Dang it all to hell. Friday morning I relented to allow my laptop that I use for my emails to to the updates from Microsoft that the little nag reminder has been insisting that I do. I never do them immediately, as I would prefer the bugs to get worked out of such updates by other unwitting beta testers for Microsoft before I implement them. So I ignore the nag-o-grams for about a week. But it had been about a week, so what the heck.
Wrong move. My system seemed to get slower and slower by the minute while using it. I use Mozilla Thunderbird for my mail reader and it stopped picking up messages from the servers. Trying to read old emails was a joke. It's like my system had converted to a 300 baud modem.
Of course, there was no restore point (I know, I know....) to fall back to. Last system backup I took was back in January, but I do have my email files are backed up. But the problem with backups is that you never know if they are any good until you REALLY need them. And I've been bitten by corrupted backup files in the past.
BTW, my laptop is a Win 7 64 bit system, in case you are wondering.
Anyway, I found an option in the screen to uninstall programs that showed a list of all the system updates and lo and behold, it has an UNINSTALL option for them. Wonderful, I thought. So late last night I went and uninstalled every update that was done on the 16th and 17th. System seemed to reboot like normal after all that, but I found that I'm not connecting to the internet. Matter of fact, I'm not even reaching the router, as ALL network services aren't functioning. I tried both wireless and direct ethernet cable to the router, but nothing. Reloaded the ethernet driver, still nothing. Now I do recall that most of the updates had to do with some sort of .NET services, so I guess those UNINSTALLs corrupted something.
Apparently a restore point was created before those uninstalls I did, so, what the heck, I ran that. Figured I didn't have much to lose at this point.
Nope, still no network access. Everything in Device Manager looks OK, nothing flagged as a glaring error. The automated network check in Windows says I have an error, but yeah, thanks a lot, I KNOW that, just tell me how to FIX that error.
Great......... Anyone got any suggestions about where to look to find the CAUSE of this problem? I'm doing a backup of the system "as is" now in case I make things even worse. And no, I didn't do a backup before the update uninstalls.
Thanks a lot, Microsoft. You are probably the best marketing friend that Apple could ever wish for.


Exercise: Please show each line of the listing where "edge" is present.
==*==
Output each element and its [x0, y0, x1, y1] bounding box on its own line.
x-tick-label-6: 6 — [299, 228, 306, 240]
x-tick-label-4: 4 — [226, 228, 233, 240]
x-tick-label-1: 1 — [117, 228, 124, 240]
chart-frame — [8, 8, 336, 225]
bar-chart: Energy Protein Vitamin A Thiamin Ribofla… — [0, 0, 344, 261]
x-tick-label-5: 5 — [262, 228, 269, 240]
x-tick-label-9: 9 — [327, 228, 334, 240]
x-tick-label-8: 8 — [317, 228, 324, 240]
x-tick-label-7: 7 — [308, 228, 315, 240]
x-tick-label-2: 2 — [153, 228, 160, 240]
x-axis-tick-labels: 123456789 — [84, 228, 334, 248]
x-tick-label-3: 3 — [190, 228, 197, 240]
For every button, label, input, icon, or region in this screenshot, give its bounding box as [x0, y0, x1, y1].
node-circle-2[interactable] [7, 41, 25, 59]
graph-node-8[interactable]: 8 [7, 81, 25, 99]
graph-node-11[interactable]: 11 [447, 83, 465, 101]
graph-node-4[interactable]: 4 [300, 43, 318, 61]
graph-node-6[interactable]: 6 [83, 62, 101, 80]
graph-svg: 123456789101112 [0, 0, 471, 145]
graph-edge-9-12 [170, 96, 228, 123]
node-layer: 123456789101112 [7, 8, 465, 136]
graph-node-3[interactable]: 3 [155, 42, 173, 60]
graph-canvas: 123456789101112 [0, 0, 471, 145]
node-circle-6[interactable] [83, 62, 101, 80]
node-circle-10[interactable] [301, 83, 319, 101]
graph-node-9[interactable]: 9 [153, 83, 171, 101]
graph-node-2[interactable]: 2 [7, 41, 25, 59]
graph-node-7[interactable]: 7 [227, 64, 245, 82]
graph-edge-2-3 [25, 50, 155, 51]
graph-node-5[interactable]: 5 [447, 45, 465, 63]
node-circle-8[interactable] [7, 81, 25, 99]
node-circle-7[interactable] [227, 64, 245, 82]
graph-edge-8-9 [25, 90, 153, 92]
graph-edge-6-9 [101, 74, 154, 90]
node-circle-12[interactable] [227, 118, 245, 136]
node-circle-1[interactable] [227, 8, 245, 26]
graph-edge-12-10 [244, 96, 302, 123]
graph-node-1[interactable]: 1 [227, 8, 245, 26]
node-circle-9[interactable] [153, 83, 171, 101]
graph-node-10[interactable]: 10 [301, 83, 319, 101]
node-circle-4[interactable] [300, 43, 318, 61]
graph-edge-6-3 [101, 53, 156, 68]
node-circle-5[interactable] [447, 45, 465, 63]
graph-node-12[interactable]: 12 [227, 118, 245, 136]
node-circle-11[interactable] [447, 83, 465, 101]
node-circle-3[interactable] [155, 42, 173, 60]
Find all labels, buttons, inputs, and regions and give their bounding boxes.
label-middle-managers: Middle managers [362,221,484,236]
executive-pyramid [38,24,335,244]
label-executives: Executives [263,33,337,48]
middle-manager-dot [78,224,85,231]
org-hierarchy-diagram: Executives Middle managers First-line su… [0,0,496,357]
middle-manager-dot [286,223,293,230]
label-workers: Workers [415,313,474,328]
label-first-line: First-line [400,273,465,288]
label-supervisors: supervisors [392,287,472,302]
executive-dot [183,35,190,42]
==*==
Output:
graph-edge-9-12 [170, 96, 228, 123]
graph-edge-2-3 [25, 50, 155, 51]
graph-edge-8-9 [25, 90, 153, 92]
graph-edge-6-9 [101, 74, 154, 90]
graph-edge-12-10 [244, 96, 302, 123]
graph-edge-6-3 [101, 53, 156, 68]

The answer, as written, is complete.